We did it! We made it through another offseason. Happy Basketball Season to you and yours!
A lot has transpired since UConn cut down the nets and we all wept through One Shining Moment together last April. It’s been quite chaotic and confusing, so allow me to quickly get you up to speed.
1. Players have moved
Your favorite team probably has some new faces. Thanks to the recent transfer rule changes, approximately 84,513 basketball players sought new homes via the portal last offseason, give or take. At the same time, NIL rules have enabled players to cash in on their names and talents more than ever. It’s a pretty good time to be a student-athlete, at least if you’re into things like freedom and money.
The biggest surprise is the speed with which NCAA has even jumped on the players’ bandwagon. Not long ago, the NCAA enforcement overlords spent their days monitoring pizza parties and counting text messages; now they have been forced to acknowledge that maybe young people should be allowed to, you know, go to college wherever they want, and be paid for their contributions to a billion dollar industry.
2. Coaches have moved
Meanwhile, dozens of coaches found new homes over the offseason. Big dogs like Michigan, Louisville, West Virginia, Stanford and Washington hired away hot young coaches, starting a domino effect that resulted in 68 schools hiring new basketball coaches for the 2024-25 season.
Many of those new coaches received big fat checks to jump ship and leave their former players, schools and fans behind. This is nothing new, of course — that’s just Big Business.
3. Schools have moved
To paraphrase the great Chris Rock, a university is only as loyal as its options.
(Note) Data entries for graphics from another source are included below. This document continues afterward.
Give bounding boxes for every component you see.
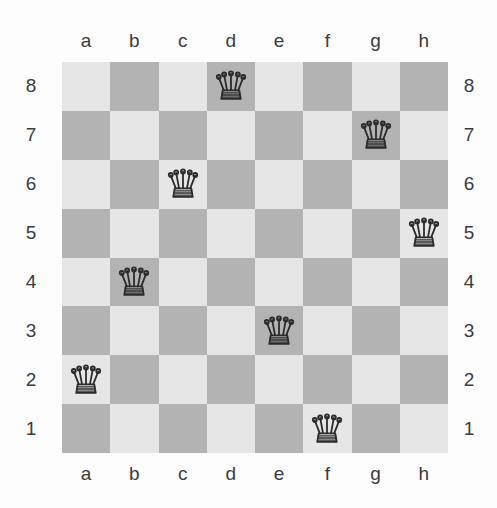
board-square-h4[interactable] bbox=[400, 258, 448, 307]
board-square-e7[interactable] bbox=[255, 111, 303, 160]
board-square-d5[interactable] bbox=[207, 209, 255, 258]
board-square-e8[interactable] bbox=[255, 62, 303, 111]
file-label-top-g: g bbox=[352, 26, 400, 56]
rank-label-left-5: 5 bbox=[14, 209, 48, 258]
file-label-top-d: d bbox=[207, 26, 255, 56]
file-label-top-a: a bbox=[62, 26, 110, 56]
board-square-d1[interactable] bbox=[207, 404, 255, 453]
board-square-b6[interactable] bbox=[110, 160, 158, 209]
chess-board-grid[interactable] bbox=[62, 62, 448, 453]
board-square-f8[interactable] bbox=[303, 62, 351, 111]
board-square-b3[interactable] bbox=[110, 306, 158, 355]
board-square-e5[interactable] bbox=[255, 209, 303, 258]
board-square-g4[interactable] bbox=[352, 258, 400, 307]
board-square-e3[interactable] bbox=[255, 306, 303, 355]
rank-label-left-8: 8 bbox=[14, 62, 48, 111]
queen-icon[interactable] bbox=[68, 362, 104, 398]
board-square-c6[interactable] bbox=[159, 160, 207, 209]
board-square-g7[interactable] bbox=[352, 111, 400, 160]
board-square-f1[interactable] bbox=[303, 404, 351, 453]
board-square-c4[interactable] bbox=[159, 258, 207, 307]
board-square-h7[interactable] bbox=[400, 111, 448, 160]
board-square-d6[interactable] bbox=[207, 160, 255, 209]
board-square-f6[interactable] bbox=[303, 160, 351, 209]
rank-label-right-1: 1 bbox=[452, 404, 486, 453]
board-square-a7[interactable] bbox=[62, 111, 110, 160]
board-square-h5[interactable] bbox=[400, 209, 448, 258]
board-square-e4[interactable] bbox=[255, 258, 303, 307]
queen-icon[interactable] bbox=[261, 313, 297, 349]
board-square-g8[interactable] bbox=[352, 62, 400, 111]
board-square-e1[interactable] bbox=[255, 404, 303, 453]
board-square-b7[interactable] bbox=[110, 111, 158, 160]
board-square-h2[interactable] bbox=[400, 355, 448, 404]
board-square-f7[interactable] bbox=[303, 111, 351, 160]
board-square-a1[interactable] bbox=[62, 404, 110, 453]
queen-icon[interactable] bbox=[116, 264, 152, 300]
file-label-top-h: h bbox=[400, 26, 448, 56]
board-square-c8[interactable] bbox=[159, 62, 207, 111]
board-square-b4[interactable] bbox=[110, 258, 158, 307]
board-square-d7[interactable] bbox=[207, 111, 255, 160]
rank-label-right-2: 2 bbox=[452, 355, 486, 404]
rank-label-right-8: 8 bbox=[452, 62, 486, 111]
board-square-f4[interactable] bbox=[303, 258, 351, 307]
file-label-bottom-d: d bbox=[207, 459, 255, 489]
board-square-c7[interactable] bbox=[159, 111, 207, 160]
board-square-b1[interactable] bbox=[110, 404, 158, 453]
board-square-d4[interactable] bbox=[207, 258, 255, 307]
board-square-h3[interactable] bbox=[400, 306, 448, 355]
board-square-d8[interactable] bbox=[207, 62, 255, 111]
board-square-e6[interactable] bbox=[255, 160, 303, 209]
file-label-top-f: f bbox=[303, 26, 351, 56]
rank-label-right-3: 3 bbox=[452, 306, 486, 355]
rank-label-left-2: 2 bbox=[14, 355, 48, 404]
board-square-g5[interactable] bbox=[352, 209, 400, 258]
board-square-c3[interactable] bbox=[159, 306, 207, 355]
board-square-d2[interactable] bbox=[207, 355, 255, 404]
rank-label-right-4: 4 bbox=[452, 258, 486, 307]
queen-icon[interactable] bbox=[309, 411, 345, 447]
rank-label-left-7: 7 bbox=[14, 111, 48, 160]
board-square-e2[interactable] bbox=[255, 355, 303, 404]
rank-label-left-4: 4 bbox=[14, 258, 48, 307]
rank-labels-left: 8 7 6 5 4 3 2 1 bbox=[14, 62, 48, 453]
board-square-b5[interactable] bbox=[110, 209, 158, 258]
board-square-g1[interactable] bbox=[352, 404, 400, 453]
file-label-bottom-a: a bbox=[62, 459, 110, 489]
board-square-f5[interactable] bbox=[303, 209, 351, 258]
board-square-c2[interactable] bbox=[159, 355, 207, 404]
board-square-a5[interactable] bbox=[62, 209, 110, 258]
board-square-g2[interactable] bbox=[352, 355, 400, 404]
queen-icon[interactable] bbox=[406, 215, 442, 251]
file-label-bottom-f: f bbox=[303, 459, 351, 489]
queen-icon[interactable] bbox=[358, 117, 394, 153]
board-square-h1[interactable] bbox=[400, 404, 448, 453]
board-square-c5[interactable] bbox=[159, 209, 207, 258]
board-square-a8[interactable] bbox=[62, 62, 110, 111]
board-square-a2[interactable] bbox=[62, 355, 110, 404]
file-label-top-b: b bbox=[110, 26, 158, 56]
board-square-a4[interactable] bbox=[62, 258, 110, 307]
rank-label-right-7: 7 bbox=[452, 111, 486, 160]
board-square-a6[interactable] bbox=[62, 160, 110, 209]
rank-label-left-6: 6 bbox=[14, 160, 48, 209]
rank-label-left-1: 1 bbox=[14, 404, 48, 453]
board-square-h8[interactable] bbox=[400, 62, 448, 111]
file-labels-bottom: a b c d e f g h bbox=[62, 459, 448, 489]
rank-labels-right: 8 7 6 5 4 3 2 1 bbox=[452, 62, 486, 453]
file-label-top-c: c bbox=[159, 26, 207, 56]
board-square-f2[interactable] bbox=[303, 355, 351, 404]
board-square-d3[interactable] bbox=[207, 306, 255, 355]
board-square-g3[interactable] bbox=[352, 306, 400, 355]
board-square-c1[interactable] bbox=[159, 404, 207, 453]
queen-icon[interactable] bbox=[165, 166, 201, 202]
board-square-b2[interactable] bbox=[110, 355, 158, 404]
board-square-f3[interactable] bbox=[303, 306, 351, 355]
board-square-h6[interactable] bbox=[400, 160, 448, 209]
queen-icon[interactable] bbox=[213, 68, 249, 104]
board-square-g6[interactable] bbox=[352, 160, 400, 209]
board-square-a3[interactable] bbox=[62, 306, 110, 355]
board-square-b8[interactable] bbox=[110, 62, 158, 111]
file-label-bottom-e: e bbox=[255, 459, 303, 489]
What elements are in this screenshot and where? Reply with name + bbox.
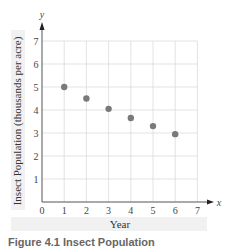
data-point (83, 95, 89, 101)
data-point (61, 84, 67, 90)
data-points (61, 84, 178, 138)
axes (40, 22, 215, 205)
data-point (150, 123, 156, 129)
y-tick-label: 6 (34, 59, 39, 70)
x-axis-symbol: x (216, 197, 222, 208)
y-tick-label: 7 (34, 36, 39, 47)
figure-caption: Figure 4.1 Insect Population (8, 236, 155, 248)
y-tick-label: 1 (34, 174, 39, 185)
x-tick-label: 4 (128, 205, 133, 216)
data-point (105, 106, 111, 112)
x-tick-label: 5 (151, 205, 156, 216)
x-tick-label: 6 (173, 205, 178, 216)
y-tick-label: 3 (34, 128, 39, 139)
x-tick-label: 3 (106, 205, 111, 216)
data-point (172, 131, 178, 137)
y-tick-label: 2 (34, 151, 39, 162)
y-axis-label: Insect Population (thousands per acre) (11, 36, 24, 205)
x-axis-arrow-icon (207, 200, 214, 205)
y-tick-label: 5 (34, 82, 39, 93)
x-tick-label: 1 (62, 205, 67, 216)
x-axis-label: Year (110, 218, 131, 230)
y-axis-arrow-icon (40, 22, 45, 30)
data-point (128, 115, 134, 121)
y-axis-symbol: y (39, 9, 45, 20)
grid-lines (42, 41, 197, 202)
x-tick-label: 7 (195, 205, 200, 216)
x-tick-label: 0 (40, 205, 45, 216)
x-tick-label: 2 (84, 205, 89, 216)
y-tick-label: 4 (34, 105, 39, 116)
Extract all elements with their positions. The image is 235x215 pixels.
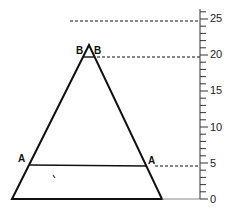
tick-label-15: 15 xyxy=(210,84,222,96)
tick-label-10: 10 xyxy=(210,121,222,133)
label-a-left: A xyxy=(18,153,25,164)
label-a-right: A xyxy=(148,155,155,166)
tick-label-0: 0 xyxy=(210,193,216,205)
tick-label-20: 20 xyxy=(210,48,222,60)
tick-label-25: 25 xyxy=(210,12,222,24)
triangle xyxy=(12,45,162,199)
axis-ticks xyxy=(200,12,208,199)
diagram-canvas: B B A A 0 5 10 15 20 25 xyxy=(0,0,235,215)
label-b-right: B xyxy=(94,45,101,56)
label-b-left: B xyxy=(76,45,83,56)
tick-label-5: 5 xyxy=(210,157,216,169)
height-scale: 0 5 10 15 20 25 xyxy=(200,9,222,205)
stray-mark xyxy=(53,175,55,178)
aa-line xyxy=(30,165,147,166)
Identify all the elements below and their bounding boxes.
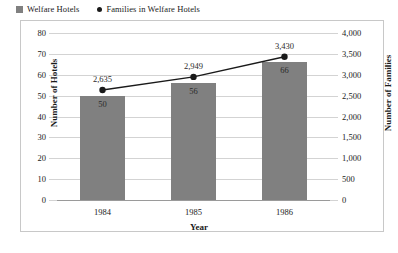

For over a century, collegiate athletic conferences were mostly stable, unchanging, sleepy institutions. Sure, the Big Ten added Penn State in 1990 and the Big 8 Became the Big 12 in 1996, but those moves were Big News, the exceptions that proved the rule.
In the early 2010s that foundation began to crack. Over the past decade-and-a-half the conference structure as we knew it imploded. Media revenues skyrocketed, prompting conferences to open their checkbooks in search of shiny new schools to add to their TV inventory. Every university worth its endowment shopped around and explored its options. I’m not saying they should have done this, but I understand.
And so as the 2024 season gets rolling, the Big Ten has 18 teams, the Big 12 has 16 and the Atlantic Coast Conference has added two California schools. In a single weekend in January, Central Florida will play at Arizona State in a Big 12 matchup while Rutgers will visit UCLA in a Big Ten battle. I assume none of these institutions of higher learning are teaching geography or math.
If you feel like the college sports landscape is a bit of an unrecognizable mess, that’s because it is. And we have the NCAA’s history of selective attention and total lack of foresight to thank for that.
It’s not the NCAA’s fault, really. The NCAA was formed by its member institutions, not the government; ultimately, the NCAA’s job is to carry the water of the schools it was formed to oversee. The NCAA was never about regulating sports, exactly. It was about regulating players.
Sure, there have always been rules and guidelines governing the behavior of coaches and schools and once in a while a coach will get a “show cause” penalty or a school will land on NCAA probation. But far more often, NCAA enforcement lasers were pointed at the easiest targets: the student-athletes.
The NCAA’s most fundamental rules made it difficult for players to transfer or accept money and rendered players ineligible or reduced scholarships when things went wrong. Meanwhile, when a college coach jumped ship to chase a $50 million bag somewhere else, the NCAA was perfectly fine with it. When a school bolted for a new conference with a bigger revenue share, the NCAA shrugged.
But when a player received some beer money from a booster, the NCAA was there to make sure that kid would be suspended. And if he wanted to transfer to a new school? Fine, but he would be required to sit out a year.
Thankfully, courts, lawyers and other grown-ups have rendered the NCAA a shadow of its former self, pointing out the obvious: No, it’s not okay to punish a college student for changing schools and no, it’s not acceptable to interfere with his or her right to get paid.
This is the way college sports were always meant to be. The fans support the sport with their wallets, clicks and eyeballs and the schools, coaches and players should get paid for making it all happen. That’s the way Big Business is supposed to work. The recent rule changes haven’t poisoned college athletics, they’ve unburdened them. And full-scale revenue sharing is finally at hand.
The NCAA is at long last getting out of the way. It can now focus on things it’s actually good at, like running tournaments and cashing checks from Dr. Pepper and Enterprise Rent-A-Car.
Yes, college basketball changed over the off-season, a little more than we’re used to. That’s how it’s going to be for a while. But the good stuff — the uniforms, the mascots, the arenas, the fight songs, the tournaments — all of that is the same. And don’t worry, the fans of your team’s rival are still degenerate morons.